Another laserdisc arrived for
the Japanese market May 29, 1997 from Japan Video Distribution
(58JL-21), dubbed the "producer’s version." This actually
was Taurus Entertainment’s TV version they were unable to license for
broadcast in the States.
The good news was it contained the best looking print of the film
ever seen; every zombie face was not obscured by shadows. There was the
bonus of the rare trailer of a Bub-like zombie watching Day in a movie
theater. However, the print had overly green saturation in places, was
mono, and cut down to 94 minutes! The cover, also disappointing, used
the wall of masks graphic. The DVD (JVDD-1001), belatedly issued two
years later in late October, was more exceptional with its wall of arms cover.

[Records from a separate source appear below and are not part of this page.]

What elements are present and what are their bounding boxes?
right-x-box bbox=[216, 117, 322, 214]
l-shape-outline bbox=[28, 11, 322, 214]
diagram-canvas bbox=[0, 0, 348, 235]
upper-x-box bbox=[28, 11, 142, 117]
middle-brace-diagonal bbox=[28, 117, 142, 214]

The plus was optional subtitles and 22 chapter
stops.
This version opens with the UFDC leader minus the ominous
"stinger" audio. All profanity has been dubbed over with
TV-friendly language: "shit" becomes "junk" or
"hogwash", "dumb fucks" becomes "dirt
bags", "fuck" becomes "freak", etc. Some of the
dialogue is completely redubbed to comedic effect, like when at the
meeting Rickles jokes "She don’t have to Captain. She’s got all
kinds of needles to get off on. Hey baby, stick me and I’ll start to
sing!" In the scene when Rhodes realizes Miguel’s escaped to the
surface, he mutters "So he’s alive because of her".

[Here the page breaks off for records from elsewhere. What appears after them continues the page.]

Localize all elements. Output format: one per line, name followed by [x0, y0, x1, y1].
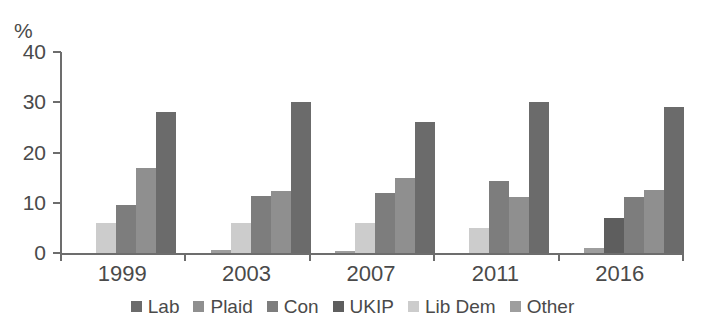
legend-swatch-icon [131, 301, 142, 312]
legend-label: Other [527, 297, 575, 316]
y-axis-unit-label: % [14, 20, 33, 41]
x-axis-tick [60, 253, 62, 261]
legend-item-con[interactable]: Con [267, 297, 319, 316]
legend-item-lab[interactable]: Lab [131, 297, 180, 316]
bar [375, 193, 395, 253]
bar [604, 218, 624, 253]
x-axis-category-label: 2011 [433, 262, 557, 286]
x-axis-category-label: 2003 [184, 262, 308, 286]
legend-label: Lib Dem [425, 297, 496, 316]
bar-chart: % 010203040 19992003200720112016 LabPlai… [0, 0, 705, 326]
bar-group [433, 52, 557, 253]
bar-group [60, 52, 184, 253]
x-axis-category-label: 2016 [558, 262, 682, 286]
bar [251, 196, 271, 253]
bar [644, 190, 664, 253]
x-axis-category-label: 2007 [309, 262, 433, 286]
plot-area [60, 52, 682, 253]
y-axis-tick-label: 10 [0, 192, 46, 213]
bar [529, 102, 549, 253]
legend-label: Lab [148, 297, 180, 316]
bar [624, 197, 644, 253]
legend-label: UKIP [350, 297, 394, 316]
bar [156, 112, 176, 253]
bar [584, 248, 604, 253]
x-axis-line [60, 253, 684, 255]
bar [489, 181, 509, 253]
legend-item-plaid[interactable]: Plaid [193, 297, 252, 316]
legend-swatch-icon [510, 301, 521, 312]
legend-label: Con [284, 297, 319, 316]
x-axis-tick [558, 253, 560, 261]
legend-item-lib-dem[interactable]: Lib Dem [408, 297, 496, 316]
bar [211, 250, 231, 253]
x-axis-tick [433, 253, 435, 261]
legend-swatch-icon [267, 301, 278, 312]
bar [664, 107, 684, 253]
legend-label: Plaid [210, 297, 252, 316]
bar-group [558, 52, 682, 253]
bar-group [309, 52, 433, 253]
legend-item-other[interactable]: Other [510, 297, 575, 316]
legend-item-ukip[interactable]: UKIP [333, 297, 394, 316]
y-axis-tick-label: 20 [0, 142, 46, 163]
chart-legend: LabPlaidConUKIPLib DemOther [0, 297, 705, 316]
bar [271, 191, 291, 253]
bar [469, 228, 489, 253]
legend-swatch-icon [193, 301, 204, 312]
bar [136, 168, 156, 253]
x-axis-category-label: 1999 [60, 262, 184, 286]
x-axis-tick [184, 253, 186, 261]
legend-swatch-icon [408, 301, 419, 312]
legend-swatch-icon [333, 301, 344, 312]
bar [96, 223, 116, 253]
bar [335, 251, 355, 254]
bar [509, 197, 529, 253]
bar [395, 178, 415, 253]
bar-group [184, 52, 308, 253]
x-axis-tick [682, 253, 684, 261]
y-axis-tick-label: 30 [0, 91, 46, 112]
y-axis-tick-label: 40 [0, 41, 46, 62]
bar [415, 122, 435, 253]
y-axis-tick-label: 0 [0, 242, 46, 263]
bar [116, 205, 136, 253]
bar [231, 223, 251, 253]
bar [355, 223, 375, 253]
x-axis-tick [309, 253, 311, 261]
bar [291, 102, 311, 253]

Close-ups of the dissected corpse, of the brains, viscera, bitings,
eatings, hackings, drilling and shooting are all cut out. Logan’s and
Fisher’s deaths are intact for some reason while all shots to the
heads of zombies have been cut, at some points, causing inconsistencies
in the background music. The soldier deaths are heavily cut – you don’t
even see what becomes of them, the scenes change after zombies grab them
and pull them away. Both silo zombies are missing as well as the entire
shovel gag scene.
France (Pioneer 100733) 12-13-99
Subtitled, 92 mins.
On PAL format, Great Britain saw various re-packagings of the Media
(with the masks artwork on the EIV label (EVS-1026) in 1987, 4 Front
Video/PolyGram (0868783 in 1993) and Anchor Bay videos (on the Arrow
FC062 in 1997 and 4 Front label in June 1998) each with minor violence
edits. Arrow issued a DVD (FCD062) on Oct. 4, 1999 of this edition as
well.
4 Front Video/PolyGram (0610693) packaged Night of the Living
Dead/Day of the Dead for Oct. 1999 together with a red-tinted cover
of Red tinted Bub shaving.
Using its native art for a jacket, the German version from IMV (15-133)

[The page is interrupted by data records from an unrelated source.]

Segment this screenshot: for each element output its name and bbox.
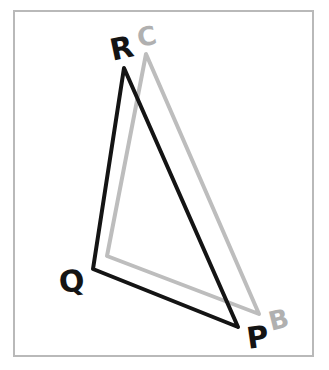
vertex-label-q: Q xyxy=(57,262,87,300)
triangle-abc xyxy=(107,54,259,314)
vertex-label-b: B xyxy=(265,303,291,337)
vertex-label-r: R xyxy=(107,29,137,68)
vertex-label-c: C xyxy=(134,20,159,53)
border-frame xyxy=(14,11,313,356)
vertex-label-p: P xyxy=(244,318,271,356)
triangle-pqr xyxy=(93,68,238,327)
geometry-figure: RCQPB xyxy=(0,0,329,370)
figure-container: RCQPB xyxy=(0,0,329,370)
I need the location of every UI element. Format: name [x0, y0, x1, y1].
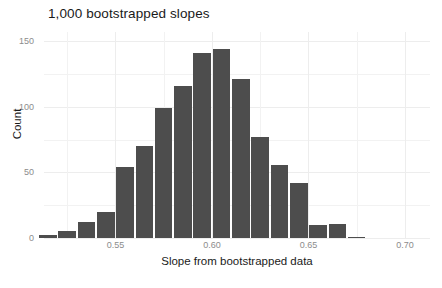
histogram-bars — [44, 32, 430, 238]
chart-title: 1,000 bootstrapped slopes — [48, 6, 210, 21]
histogram-bar — [155, 108, 173, 238]
y-axis-tick-label: 0 — [29, 233, 34, 243]
histogram-bar — [78, 222, 96, 238]
y-axis-title: Count — [11, 94, 23, 154]
x-axis-title: Slope from bootstrapped data — [44, 255, 430, 267]
histogram-bar — [290, 183, 308, 238]
x-axis-tick-labels: 0.550.600.650.70 — [44, 240, 430, 256]
histogram-chart: 1,000 bootstrapped slopes 050100150 0.55… — [0, 0, 442, 288]
histogram-bar — [271, 165, 289, 238]
histogram-bar — [232, 79, 250, 238]
y-axis-tick-label: 50 — [24, 167, 34, 177]
x-axis-tick-label: 0.65 — [300, 240, 318, 250]
plot-area — [44, 32, 430, 238]
histogram-bar — [213, 49, 231, 238]
x-axis-tick-label: 0.70 — [396, 240, 414, 250]
x-axis-tick-label: 0.60 — [203, 240, 221, 250]
histogram-bar — [39, 235, 57, 238]
histogram-bar — [116, 167, 134, 238]
histogram-bar — [97, 212, 115, 238]
x-axis-tick-label: 0.55 — [107, 240, 125, 250]
histogram-bar — [193, 53, 211, 238]
histogram-bar — [136, 146, 154, 238]
histogram-bar — [309, 225, 327, 238]
gridline-horizontal — [44, 238, 430, 239]
histogram-bar — [348, 237, 366, 238]
histogram-bar — [174, 86, 192, 238]
histogram-bar — [58, 231, 76, 238]
y-axis-tick-label: 150 — [19, 36, 34, 46]
histogram-bar — [329, 224, 347, 238]
histogram-bar — [251, 137, 269, 238]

is heavily cut down to 92 minutes and the back cover erroneously reads
(co-prod.) David Ball as producer and Miami Beach as the story’s
locale. The Dutch saw an uncut version from BDM Video (004) with a
well-composed collage cover depicting the three heroes with a larger
than life Beef Treats zombie behind.
CMV Laservision's DVD (9908-DVD) is
German-dubbed. 102 min, limited edition to 999. Clear plastic case
with bald head image from German poster on DVD picture disc.
COMPARE
From the collection of Michael Smith
Greece (Zodiac Video Z84)
ermany (Laser Paradise)
Red Edition. Uses
same artwork as 1998 Japanese laserdisc.
Germany (Astro
NF32616-DVD)
2001
Disc 1 is the movie, a poor blowup of the old Media print dubbed in
German with slight letterboxing and in 5.1 stereo thanks to the old Jap.
laserdisc. Disc 2 is the supplementary disc: featurette, the
teaser, the trailer with Bub in the theater, the original Japanese
trailer, and get this, MY ENTIRE DAY WEBSITE translated in German as
well as Homepage of the Dead scans. Includes interviews with Joe
Pilato and Romero. Making matters worse legally anyway - they went
so far as to use the DAY footage from Scream Greats and dialogue
from Document of the Dead. Avoid this disc.
UK (Arrow FCD062) 10-4-99
Same as Arrow PAL tape.
UK (Arrow FCD062W) 2-5-01
Half of Bub's face superimposed on dark cover. Just a reissue of US
widescreen print with trailers for Night 30th, Dawn plus the Day teaser.
The same featurette, 29 stills accompany in a gallery and filmographies
on Romero and Savini also.
Hong Kong (Universal ISRC CN-C18-98-0268-0/V.J9)
00
Variation on the Anchor Bay DVD cover.
Australia (Force
Video FV511 )
11-12-01
102 mins. (same as Anchor Bay). but with teaser, trailers for
Night and Dawn, Photo gallery, cast/crew bios, featurette.